SIFF Review: The Wild Hunt

Before the screening of The Wild Hunt, director Aleandre Franchi described his motivation for making the film as a rejection of modern cinematic mythology, wherein heroes are perfect beings "out of touch with the human condition," in contrast to ancient mythology, which had flawed gods and hereos.

The characters of Hunt pretend to be heroes of ancient mythology — Viking warlords, Celtic shamans, King Arthur, elven princesses — and Franchi hits the modern human condition on the head, as these characters have many flaws, their attempts to escape to these mythological worlds being chief among them.

Read the rest of the review after the jump.

Erik cares for his alcoholic and ill father whilst his brother Bjorn pretends to be an devotee of the Viking god Thor as part of a massive live action role-playing (LARP) community in the Canadian wilderness. Evelyn, Erik's girlfriend and a Viking princess, escapes into this world to free herself from Erik and his problems. However, Erik can't let her go and he relunctantly journeys into the LARP fantasy world in order to find her.

These games have gotten some attention in the past couple years, notably in the climax of the film Role Models. In LARP games, people dress up in period and fantasy costumes and assume a fantasy persona, all while fighting with padded weapons and obeying a complex series of sparring, magic and decorum rules. To many, like Erik, it's a Dungeons & Dragons game gone too far. For others, it's the best part of the year.

The film bounces between these two perspectives. At once the game is utterly ridiculous, as when Bjorn will not break from his Viking persona even when hearing of his father's terrible physical condition. At other times it is a vehicle for sharing genuine emotion, such as when Bjorn makes Erik swear on the hammer of Thor (a poorly decorated sledgehammer) that he will journey on a quest to reclaim his ex-girlfriend Evelyn from the Celtic Shaman. Yes — it's a fantasy quest — but the emotional intent is tantamount to any person trying to win their girlfriend back.

Actual emotion, flaws intact, becomes the increasing motivator for the characters' game play, and the phony quests and weapons become all the more real until the film descends into complete chaos on par with Lord of the Flies, the details of which are graphic and tragic, possibly more so because of how pathetic so many of the characters are.

In the end we learn, unfortunately: the real world can't be escaped, because problems and emotions go with you, no matter who you are.

But Franchi's film is even more about how the idealization of other worlds and legends obscures the reality that must be faced despite modernity's mundaneness. Heroes of old may have had failings that made them more relatable, but they never used escapism like Wild Hunts' heroes — and the rest of us — do.

Ideals must be reconciled with natural human failings. The modern human condition is not only an existential crisis, but one in which there is no escape.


- [Directions]
Lines with the word "each": copy all of them from the entries below.

[Records from a collection of figures]
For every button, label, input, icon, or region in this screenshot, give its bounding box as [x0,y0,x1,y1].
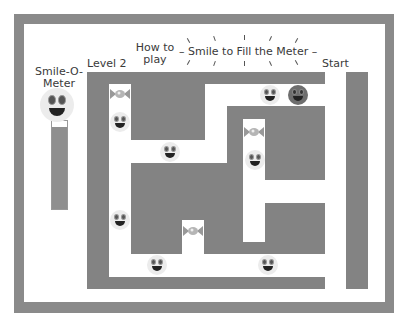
candy-icon[interactable] [110,88,130,100]
smiley-icon[interactable] [110,210,130,230]
meter-smiley-icon [40,88,74,122]
how-to-play-button[interactable]: How to play [134,42,176,66]
title-dash-left: – [179,45,185,58]
level-label: Level 2 [87,58,127,70]
path-right-horizontal [265,180,325,203]
game-title: – Smile to Fill the Meter – [179,46,317,58]
title-dash-right: – [312,45,318,58]
smiley-icon[interactable] [245,150,265,170]
path-bottom-right [325,254,346,277]
path-bottom-horizontal [109,254,325,277]
title-text: Smile to Fill the Meter [188,45,308,58]
smiley-icon[interactable] [160,142,180,162]
maze-wall-right [346,72,368,289]
maze-wall-bottom [87,277,325,289]
meter-label: Smile-O- Meter [34,66,84,90]
smiley-icon[interactable] [260,85,280,105]
smile-o-meter-bar [51,120,68,210]
meter-fill [52,127,67,209]
path-bottom-gap [87,289,368,302]
smiley-icon[interactable] [110,112,130,132]
start-button[interactable]: Start [322,58,349,70]
how-to-play-line2: play [134,54,176,66]
smiley-icon[interactable] [147,255,167,275]
player-smiley-icon[interactable] [288,85,308,105]
smiley-icon[interactable] [258,255,278,275]
candy-icon[interactable] [244,126,264,138]
candy-icon[interactable] [183,225,203,237]
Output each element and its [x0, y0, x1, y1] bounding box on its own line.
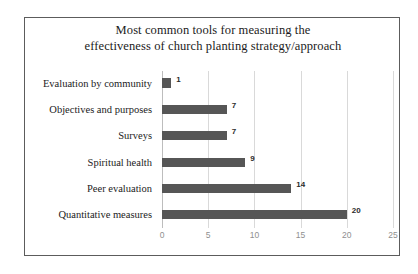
x-axis-tick-labels: 0510152025 [162, 230, 393, 246]
bar-row[interactable]: 9 [162, 150, 393, 176]
category-label: Objectives and purposes [25, 97, 156, 123]
bar-row[interactable]: 14 [162, 176, 393, 202]
chart-frame: Most common tools for measuring the effe… [24, 17, 400, 256]
bar[interactable] [162, 210, 347, 219]
category-label: Quantitative measures [25, 202, 156, 228]
bar-value-label: 14 [296, 180, 305, 189]
plot-area: 17791420 [162, 71, 393, 228]
x-tick-label: 10 [250, 230, 259, 240]
x-tick-label: 5 [206, 230, 211, 240]
category-label: Spiritual health [25, 150, 156, 176]
bar-value-label: 20 [352, 206, 361, 215]
bar[interactable] [162, 158, 245, 167]
x-tick-label: 25 [388, 230, 397, 240]
bar-value-label: 9 [250, 154, 254, 163]
category-label: Surveys [25, 123, 156, 149]
bar[interactable] [162, 105, 227, 114]
category-axis-labels: Evaluation by communityObjectives and pu… [25, 71, 156, 228]
category-label: Evaluation by community [25, 71, 156, 97]
gridline-25 [393, 71, 394, 228]
bar-row[interactable]: 7 [162, 97, 393, 123]
x-tick-label: 0 [160, 230, 165, 240]
bar-value-label: 7 [232, 127, 236, 136]
bar[interactable] [162, 78, 171, 88]
chart-title: Most common tools for measuring the effe… [31, 23, 395, 54]
bar-row[interactable]: 7 [162, 123, 393, 149]
bar-value-label: 7 [232, 101, 236, 110]
bar-row[interactable]: 20 [162, 202, 393, 228]
bar[interactable] [162, 131, 227, 140]
x-tick-label: 20 [342, 230, 351, 240]
bar-row[interactable]: 1 [162, 71, 393, 97]
category-label: Peer evaluation [25, 176, 156, 202]
chart-title-line-1: Most common tools for measuring the [31, 23, 395, 39]
x-tick-label: 15 [296, 230, 305, 240]
bar[interactable] [162, 184, 291, 193]
bar-value-label: 1 [176, 75, 180, 84]
chart-title-line-2: effectiveness of church planting strateg… [31, 39, 395, 55]
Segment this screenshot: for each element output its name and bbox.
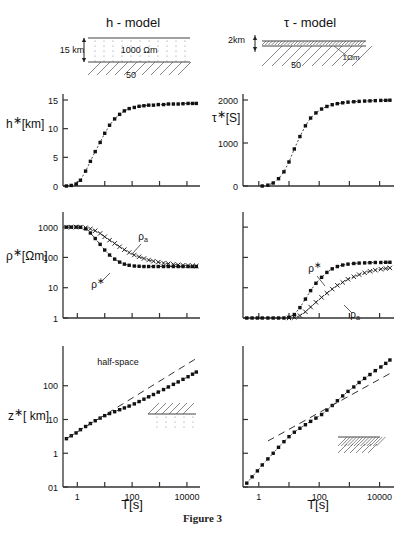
h-model-layer-stipple	[166, 40, 167, 41]
data-point-marker	[103, 414, 106, 417]
h-model-arrow-head-bottom	[82, 58, 86, 62]
h-model-layer-stipple	[148, 55, 149, 56]
h-model-layer-stipple	[157, 45, 158, 46]
data-point-marker	[298, 135, 301, 138]
inset-h-stipple	[183, 416, 184, 417]
series-line-ρ*	[66, 227, 196, 266]
data-point-marker	[186, 375, 189, 378]
data-point-marker	[127, 264, 130, 267]
data-point-marker	[341, 394, 344, 397]
data-point-marker	[167, 385, 170, 388]
tau-model-halfspace-hatch	[302, 46, 322, 66]
h-model-layer-stipple	[166, 50, 167, 51]
inset-h-stipple	[165, 421, 166, 422]
data-point-marker	[336, 102, 339, 105]
data-point-marker	[314, 416, 317, 419]
inset-h-hatch	[176, 403, 187, 414]
inset-h-hatch	[162, 403, 173, 414]
data-point-marker	[123, 406, 126, 409]
leader-line-rho-a-left	[133, 244, 141, 253]
data-point-marker	[368, 99, 371, 102]
data-point-marker	[352, 385, 355, 388]
data-point-marker	[157, 265, 160, 268]
h-model-halfspace-label: 50	[126, 70, 136, 80]
data-point-marker	[379, 99, 382, 102]
x-tick-label-z-star-h-model: 1	[75, 492, 80, 502]
data-point-marker	[336, 399, 339, 402]
data-point-marker	[384, 261, 387, 264]
y-tick-label-h-star-vs-T: 15	[48, 96, 58, 106]
h-model-layer-stipple	[103, 45, 104, 46]
inset-sketch-tau-model	[338, 437, 385, 453]
model-title-tau: τ - model	[284, 15, 336, 30]
data-point-marker	[176, 102, 179, 105]
data-point-marker	[293, 431, 296, 434]
data-point-marker	[142, 397, 145, 400]
data-point-marker	[70, 184, 73, 187]
inset-h-stipple	[174, 421, 175, 422]
data-point-marker	[379, 365, 382, 368]
data-point-marker	[314, 282, 317, 285]
y-axis-title-z-star: z∗[ km]	[8, 406, 49, 423]
h-model-layer-stipple	[175, 55, 176, 56]
data-point-marker	[79, 179, 82, 182]
h-model-layer-stipple	[130, 55, 131, 56]
tau-model-arrow-head-top	[253, 36, 257, 40]
series-line-h*	[66, 103, 196, 186]
data-point-marker	[341, 263, 344, 266]
h-model-layer-stipple	[94, 50, 95, 51]
x-tick-label-z-star-tau-model: 10000	[367, 492, 392, 502]
y-tick-label-tau-star-vs-T: 1000	[218, 139, 238, 149]
data-point-marker	[133, 106, 136, 109]
tau-model-halfspace-hatch	[312, 46, 332, 66]
x-axis-title-right: T[s]	[307, 497, 329, 512]
data-point-marker	[108, 253, 111, 256]
data-point-marker	[272, 181, 275, 184]
data-point-marker	[162, 103, 165, 106]
h-model-layer-stipple	[112, 55, 113, 56]
inset-h-hatch	[183, 403, 194, 414]
curve-label-rho-star-left: ρ∗	[91, 276, 105, 290]
data-point-marker	[357, 261, 360, 264]
data-point-marker	[98, 243, 101, 246]
data-point-marker	[191, 102, 194, 105]
y-tick-label-z-star-h-model: 1	[53, 449, 58, 459]
data-point-marker	[293, 147, 296, 150]
y-tick-label-rho-star-h-model: 1000	[38, 223, 58, 233]
h-model-layer-stipple	[184, 45, 185, 46]
data-point-marker	[142, 265, 145, 268]
data-point-marker	[94, 237, 97, 240]
tau-model-halfspace-hatch	[322, 46, 342, 66]
data-point-marker	[388, 261, 391, 264]
data-point-marker	[147, 395, 150, 398]
data-point-marker	[123, 109, 126, 112]
data-point-marker	[195, 370, 198, 373]
data-point-marker	[137, 265, 140, 268]
inset-h-stipple	[165, 426, 166, 427]
data-point-marker	[157, 390, 160, 393]
y-tick-label-h-star-vs-T: 10	[48, 124, 58, 134]
data-point-marker	[157, 103, 160, 106]
data-point-marker	[176, 380, 179, 383]
data-point-marker	[162, 388, 165, 391]
data-point-marker	[142, 104, 145, 107]
data-point-marker	[384, 99, 387, 102]
data-point-marker	[346, 262, 349, 265]
figure-caption: Figure 3	[0, 512, 405, 524]
h-model-layer-label: 1000 Ωm	[121, 45, 158, 55]
data-point-marker	[152, 393, 155, 396]
inset-h-hatch	[148, 403, 159, 414]
data-point-marker	[266, 457, 269, 460]
h-model-layer-stipple	[175, 45, 176, 46]
tau-model-halfspace-label: 50	[291, 60, 301, 70]
data-point-marker	[84, 169, 87, 172]
data-point-marker	[363, 261, 366, 264]
data-point-marker	[363, 377, 366, 380]
data-point-marker	[388, 358, 391, 361]
data-point-marker	[113, 117, 116, 120]
data-point-marker	[137, 400, 140, 403]
data-point-marker	[113, 257, 116, 260]
data-point-marker	[167, 102, 170, 105]
data-point-marker	[152, 265, 155, 268]
data-point-marker	[89, 160, 92, 163]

- [Answer to the problem]
Output each element and its [x0, y0, x1, y1] bounding box on its own line.
Segment this screenshot: for each element output its name and bbox.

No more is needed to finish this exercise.